Wednesday, March 31, 2021

Remembering Brandon Lee... Gone Too Soon

On this date in 1993, Brandon Lee — the then-28-year-old son of the legendary Bruce Lee — was killed in an accident while filming The Crow.

When I interviewed him for Rapid Fire in 1992, he told me how much he was looking forward to making The Crow -- and to breaking stereotypes by becoming a bankable Asian-American leading man.

Few things in life are sadder than a promise forever unfulfilled.


Tuesday, March 30, 2021

Forty Years Ago...

Forty years ago yesterday, I interviewed Lee Marvin at the USA Film Fest in Dallas. I joked with him that he had shot the President – Ronald Reagan – back in The Killers (1964), Reagan’s last movie. “Yeah,” he responded with a wolfish grin, “but he wasn’t President yet when I shot him.” 

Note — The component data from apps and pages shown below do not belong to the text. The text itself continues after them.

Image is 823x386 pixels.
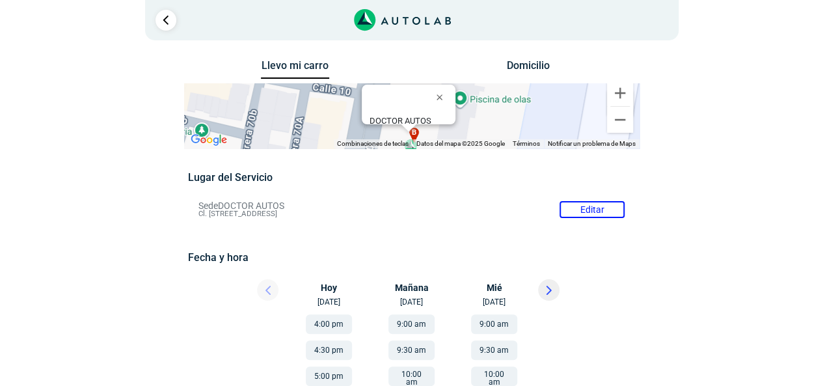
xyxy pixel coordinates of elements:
[188,171,635,184] h5: Lugar del Servicio
[471,366,517,386] button: 10:00 am
[337,139,409,148] button: Combinaciones de teclas
[370,116,432,126] b: DOCTOR AUTOS
[471,340,517,360] button: 9:30 am
[306,314,352,334] button: 4:00 pm
[354,13,451,25] a: Link al sitio de autolab
[306,340,352,360] button: 4:30 pm
[188,251,635,264] h5: Fecha y hora
[389,366,435,386] button: 10:00 am
[187,131,230,148] a: Abre esta zona en Google Maps (se abre en una nueva ventana)
[306,366,352,386] button: 5:00 pm
[548,140,636,147] a: Notificar un problema de Maps
[370,116,456,135] div: Cl. [STREET_ADDRESS]
[471,314,517,334] button: 9:00 am
[261,59,329,79] button: Llevo mi carro
[607,80,633,106] button: Ampliar
[607,107,633,133] button: Reducir
[389,340,435,360] button: 9:30 am
[494,59,562,78] button: Domicilio
[411,128,417,139] span: b
[389,314,435,334] button: 9:00 am
[513,140,540,147] a: Términos (se abre en una nueva pestaña)
[187,131,230,148] img: Google
[427,81,458,113] button: Cerrar
[417,140,505,147] span: Datos del mapa ©2025 Google
[156,10,176,31] a: Ir al paso anterior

 Forty years ago today, John Hinckley tried to gatecrash into history by taking aim at the Commander in Chief. I was interim A&E editor for The Dallas Morning News, so I wound up working on the first and only “Extra” edition of my newspaper career. (It hit the streets that afternoon.) People may forget this now, but the early reports indicated Reagan was a goner. Film critic Philip Wuntch was out in L.A. for the Oscars, and he filed an absolutely brilliant overview of Reagan’s movie career on about one hour’s notice. And our theater critic Diane Werts went over to SMU where the USA Film Fest was taking place, to get a quote from Marvin. Team work, folks.

 I forget who it was, but someone showed up that afternoon, along with their publicist, for a previously scheduled interview to promote their next movie. I think I may have raised my voice few octaves when I explained that we had more important things going on. They left, but only reluctantly. Priorities, people. 

(Fun fact: The previous January, a Dallas TV station had programmed a Ronald Reagan movie each afternoon during the week of his inauguration. Trouble is, for Inauguration Day, someone at the station had scheduled – yes, you guessed it – The Killers. I pointed this out to our TV critic, Ed Bark, who wrote what I recall was one of the funniest columns of his career, taking the station to task. Within hours after the column appeared, the station changed its lineup. P.S. Considering that the station and the newspaper were owned by the same company at the time, this was an amazingly ballsy move on Bark’s part. But he remained in his job there a lot longer than I did mine.)

Wednesday, March 03, 2021

Update: Talking About (Another) Possible Closing of the River Oaks 3 Theatre

Looks like the Landmark River Oaks 3 — not just the last remaining vintage movie theater in Houston, but H-Town’s last dedicated arthouse of any sort — is in danger of closing again. I’ve been invited by genial host Craig Cohen to join him and Houston Film Critics Society president Doug Harris to discuss this dire situation Thursday on the KUHF radio program Houston Matters

The conversation begins around the 36:44 mark here.